Does Python really follow its philosophy of "Readability counts"?

Luis Zarrabeitia kyrie at uh.cu
Wed Jan 21 15:23:55 EST 2009


On Wednesday 21 January 2009 02:03:07 pm Paul Rubin wrote:
> Luis Zarrabeitia <kyrie at uh.cu> writes:
> > But somehow the discussion shifted from an optional requirement (giving
> > you the chance to explicitly use 'from lock import unlock; o =
> > unlock(obj)') to "it can't be done _ever_" (using setattr/getattr is as
> > explicit as your analogous 'unlock' function).
>
> The idea was the lock would be on the class, not on instances of the
> class.  So setattr/getattr would work on instances of unlocked classes
> but not locked ones.  If you wanted an unlocked instance of a locked
> class, you could do it by making an unlocked subclass.

Well, then, go change pylint to do that. But don't try to force it on _me_: If 
I want to access an attribute for an object on my program (from wherever it 
came from), I don't want _you_ or anyone else saying "no, its private". 

Even better. Realize that you are trying to use a tool made for debugging, 
documenting, and catching some obvious errors (private/public) 
for "security". Go fix Bastion, that would be your best bet. It was yanked 
out of python because it was insecure, but if someone were to fix it, I'm 
sure the changes would be welcomed. And then, it would be my choice whether 
to let you lock your instances in _my_ program, and it would be yours to lock 
all of mine in yours (and way more).

Btw, when I was programming in .Net (long time ago), I found a little library 
that I wanted to use. The catch: it wasn't opensource, it had a gratis 
version, and a full, payed version... The difference? The full one had some 
attributes public that were private on the free one. Well, I didn't wanted 
code on my app from someone who didn't know the meaning of the 'private' 
keyword anyway. You (well, Russ more than you) almost seem to be trying 
something like that.

> > Btw, the correctness of a program (on a turing-complete language) cannot
> > be statically proven. Ask Turing about it.
>
> That's an irrelevant red herring,

True, my bad.

But I don't think it is _fully_ irrelevant. See, a thread that begun with 
saying that a piece of code was hard to read has evolved to changing the 
language so we could have tools to statically proving "certain things" with 
the code. And each time a "suggestion" appears (from people that, at least at 
the time of suggesting it, were genuinely interested on helping) that doesn't 
fulfill your [plural, including russ] goal of having static typing and data 
hiding in the official python, you shoot it down because some other "it 
cannot be proven statically" reason. Sure, it is always a very well 
defined "certain" thing and not correctness in general, but that "certain" 
thing changes as soon as a suggestion is made to amend it.

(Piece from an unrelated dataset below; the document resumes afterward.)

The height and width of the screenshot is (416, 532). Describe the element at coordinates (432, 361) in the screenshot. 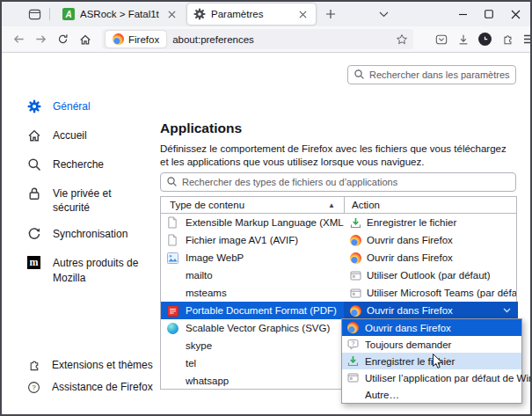

I see `menu-item-save-file: Enregistrer le fichier` at that location.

I'm obviously growing tired of that pattern.

Have pylint check if someone uses getattr in your code, at all. If pylint 
doesn't do it, just grep for it and don't run that code. Simple.

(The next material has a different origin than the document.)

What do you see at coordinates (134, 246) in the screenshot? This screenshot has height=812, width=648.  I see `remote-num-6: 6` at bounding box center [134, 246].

Btw, this may put and end to this discussion:

import gc
gc.get_objects()

No amount of metaclasses, pylints, decorator, etc, will stop someone from 
using that to get access to _all_ objects of the program. If you need to keep 
a secret, don't put it on the same memory space that the untrusted code in 
python (actually, don't do it on any language). If you need static proofs, 
use a less dynamic subset of python, and use or develop tools to check if you 
tried to get out, ever (because if you get out once, you will not be able to 
track the results). Or, don't use python. (and certainly don't use C++, for 
that matter, even if C++ has a 'private' keyword).

-- 
Luis Zarrabeitia (aka Kyrie)
Fac. de Matemática y Computación, UH.